Dave Lageson of Montana State University and I ran into each on our respective field trips sometime last year outside of the Two Medicine Dinosaur Center in Bynum, Montana, and he told me that I had to go check out the Swift Dam area, a little ways northwest of the town of Depuyer. So, a … Read more
Cretaceous sandstone layers, exposed on the Blackfeet Reservation (Montana route 49), east of Glacier National Park, Montana. Apparently these two are the opposite halves of the same jointed block.

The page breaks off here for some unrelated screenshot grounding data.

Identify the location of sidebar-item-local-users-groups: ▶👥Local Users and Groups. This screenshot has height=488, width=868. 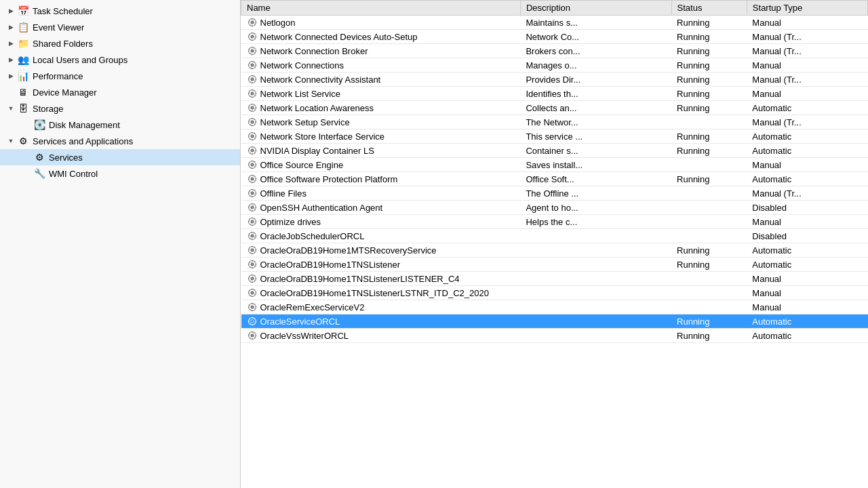
(120, 60).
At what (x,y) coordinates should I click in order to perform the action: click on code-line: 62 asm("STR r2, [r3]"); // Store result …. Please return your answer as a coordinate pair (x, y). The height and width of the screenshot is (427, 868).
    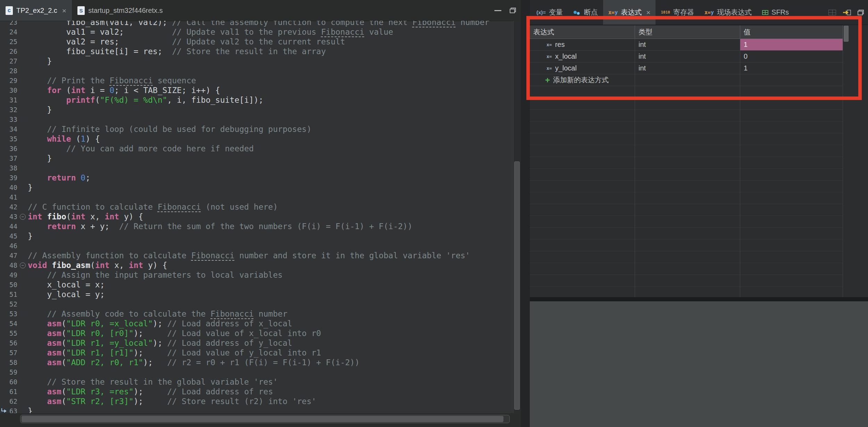
    Looking at the image, I should click on (257, 401).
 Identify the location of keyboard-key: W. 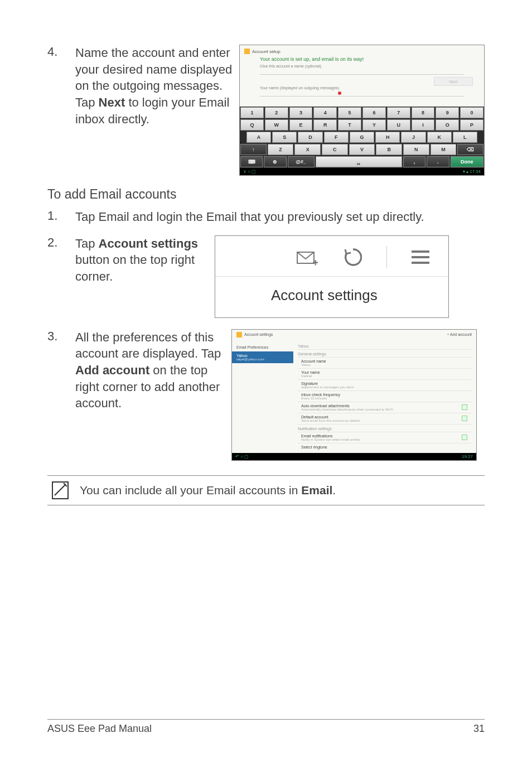
(277, 125).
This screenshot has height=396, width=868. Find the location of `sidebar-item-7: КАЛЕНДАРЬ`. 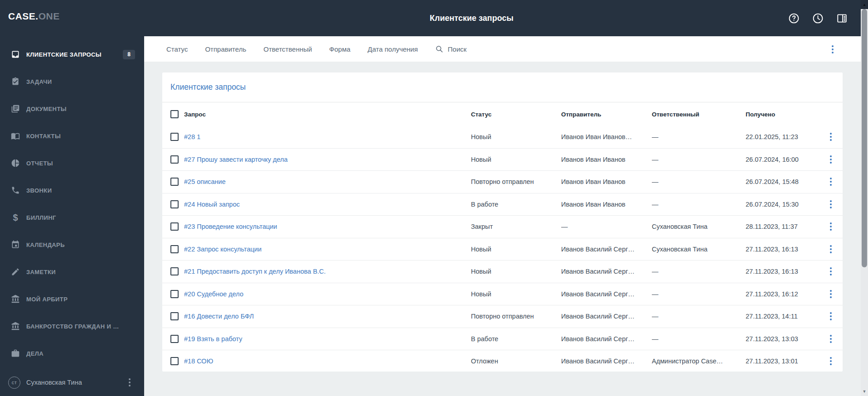

sidebar-item-7: КАЛЕНДАРЬ is located at coordinates (72, 245).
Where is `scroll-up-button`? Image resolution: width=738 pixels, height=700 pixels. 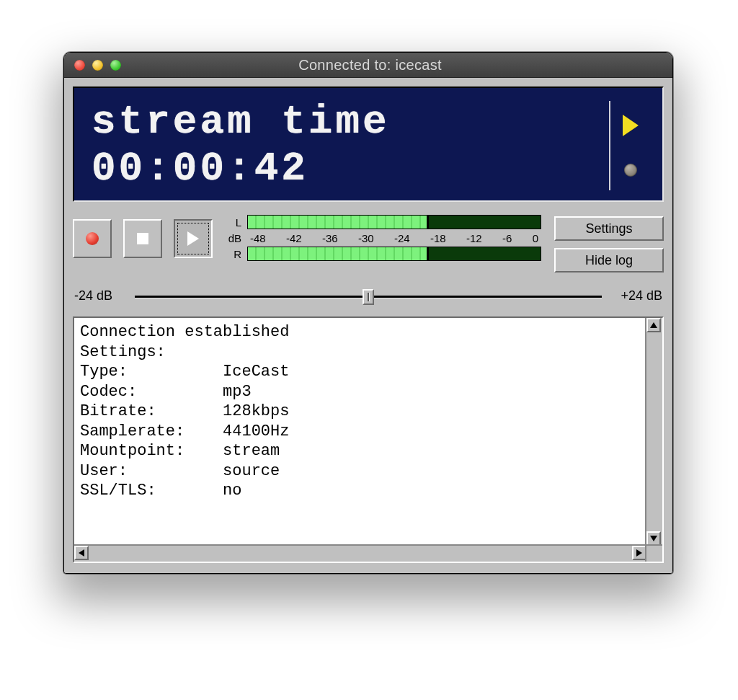
scroll-up-button is located at coordinates (654, 325).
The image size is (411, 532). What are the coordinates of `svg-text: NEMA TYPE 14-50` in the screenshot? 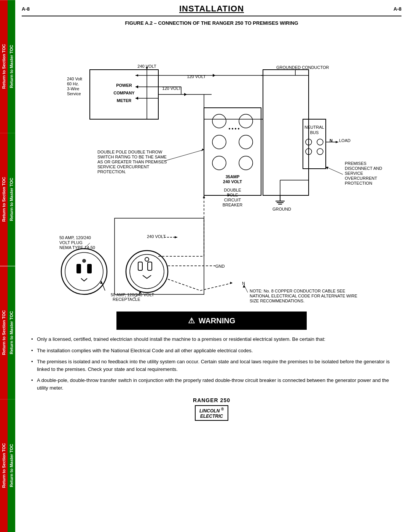 It's located at (77, 248).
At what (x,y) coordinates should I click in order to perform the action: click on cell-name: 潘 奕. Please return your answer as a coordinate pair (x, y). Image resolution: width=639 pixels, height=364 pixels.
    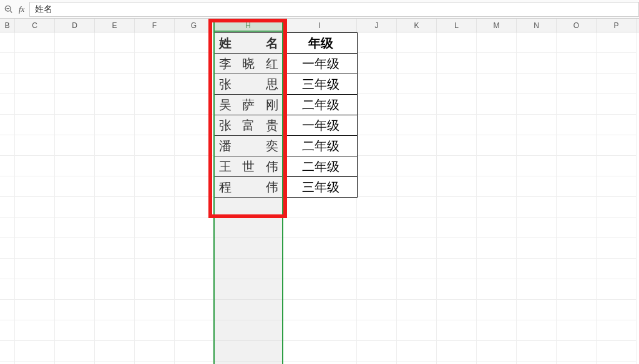
    Looking at the image, I should click on (249, 146).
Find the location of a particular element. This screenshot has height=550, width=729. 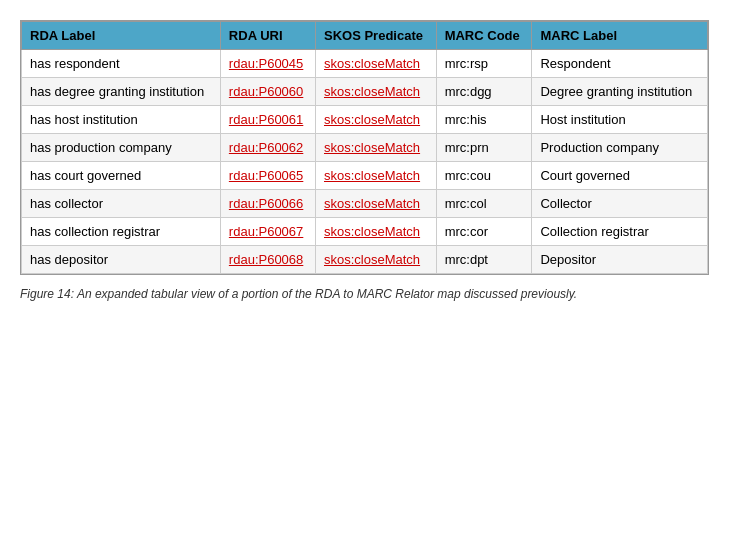

cell-marc-label: Depositor is located at coordinates (620, 260).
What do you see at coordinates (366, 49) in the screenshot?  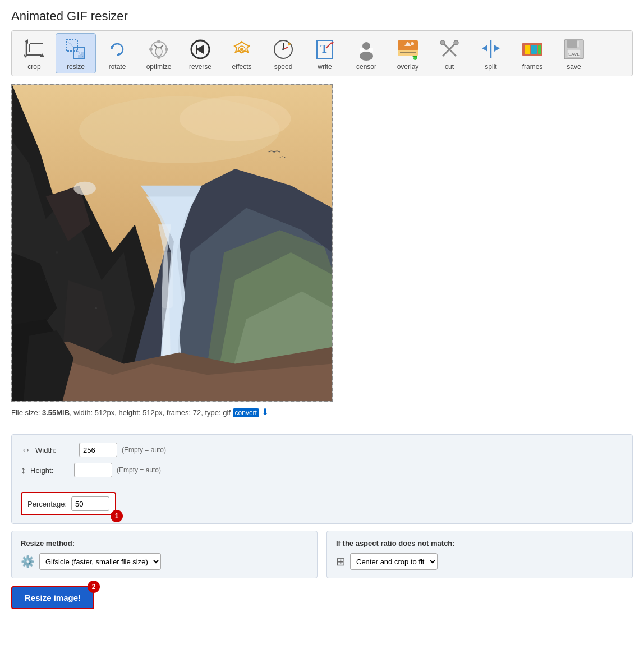 I see `censor-icon` at bounding box center [366, 49].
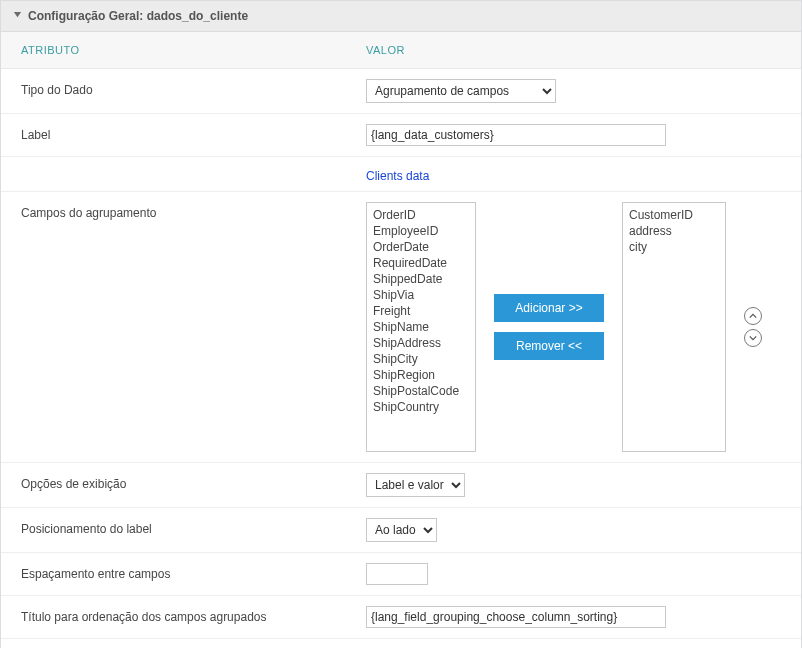 This screenshot has width=802, height=648. I want to click on row-sql-type: Tipo SQL Texto, so click(401, 644).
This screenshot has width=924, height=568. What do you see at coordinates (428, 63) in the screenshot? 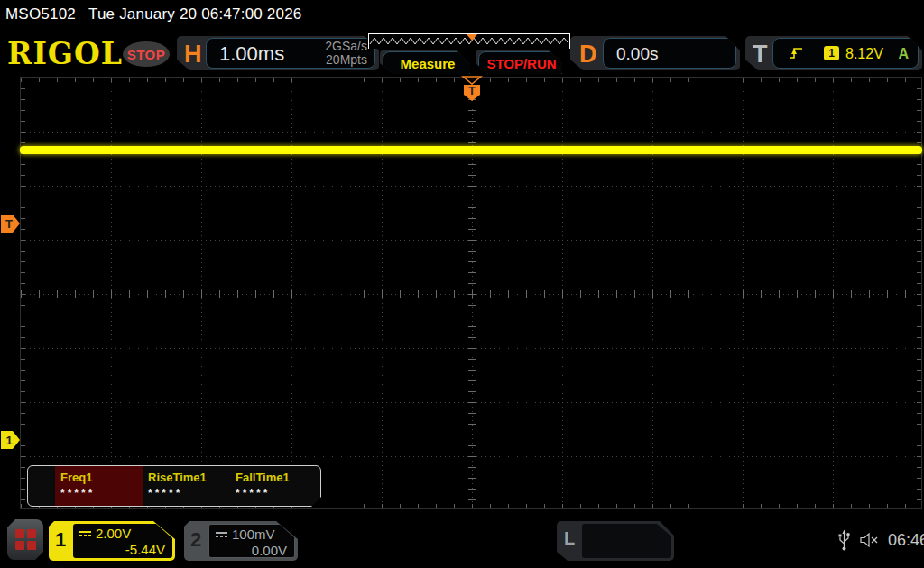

This year, for the first time ever, I took students to map at Block Mountain, a classic field camp mapping site near Dillon, Montana. Here’s a quick look (enlarge it by a gazillion-fold by clicking through) of some columnar jointing in the Eocene Block Mountain basalt flow, a paleo-drainage turned mountain through the miracle of … Read more
This Friday, I give you a fold from the shores of the Rockfish River, south of Charlottesville, in Virginia’s Blue Ridge basement complex, and just down the road from the Lawhorne Mill High Strain Zone. The fold distorts (and improves) a felsic dike cutting the darker granite of the basement. You can make this (stitched … Read more
A brief tour of some cool rocks, shown in close-up, from the rock garden at the Commonwealth of Virginia’s Department of Geology and Mineral Resources in Charlottesville, Virginia, presented as a follow-on to the gigapan of the garden shown a month ago. The post features close-ups of plumose structure in slate, epidote slickensides, and graded bedding in ancient rhythmites.
I already mentioned the “paddle hackle” that I saw on the field trip I took to Thoroughfare Gap in February. Well, this week I went back out to Throughfare Gap twice, once with a student and once with my fianceĆ© and a friend of ours. I saw cool new plumes both times, decorating joint surfaces … Read more
If I had a structural superpower, it would be to shoot en echelon tension gash arrays from my fingertips: Photo by Sharon Ruggeiri
Stopped at Sideling Hill, Maryland, a few weeks back with my three Honors students, on our way to Pittsburgh for the northeast/north-central GSA section meeting. Robin took this photo of me with some sandstone beds that reveal two nice examples of joint anatomy, complementary in their structure: First focus in on the area right of … Read more
Here’s a joint extracted from gelatin during this year’s GMU structural geology “Make a Joint” exercise: A soda bottle full of congealed gelatin serves a “rock.” We then use construction clamps to impart a stress field to the gelatin bottle. Into it, we inject fluid plaster of Paris. The extra pore fluid pressure causes a … Read more
Background geology of the Sugarloaf Mountain area. (March 2010) Primary structures in the meta-sandstone of the Sugarloaf Mountain Quartzite. (yesterday) Background on tension gashes. (August 2010)
Lamprophyre dikes on the Billy Goat Trail (Potomac, Maryland): are they offset because of a fault? Or not? Inquiring minds want to know!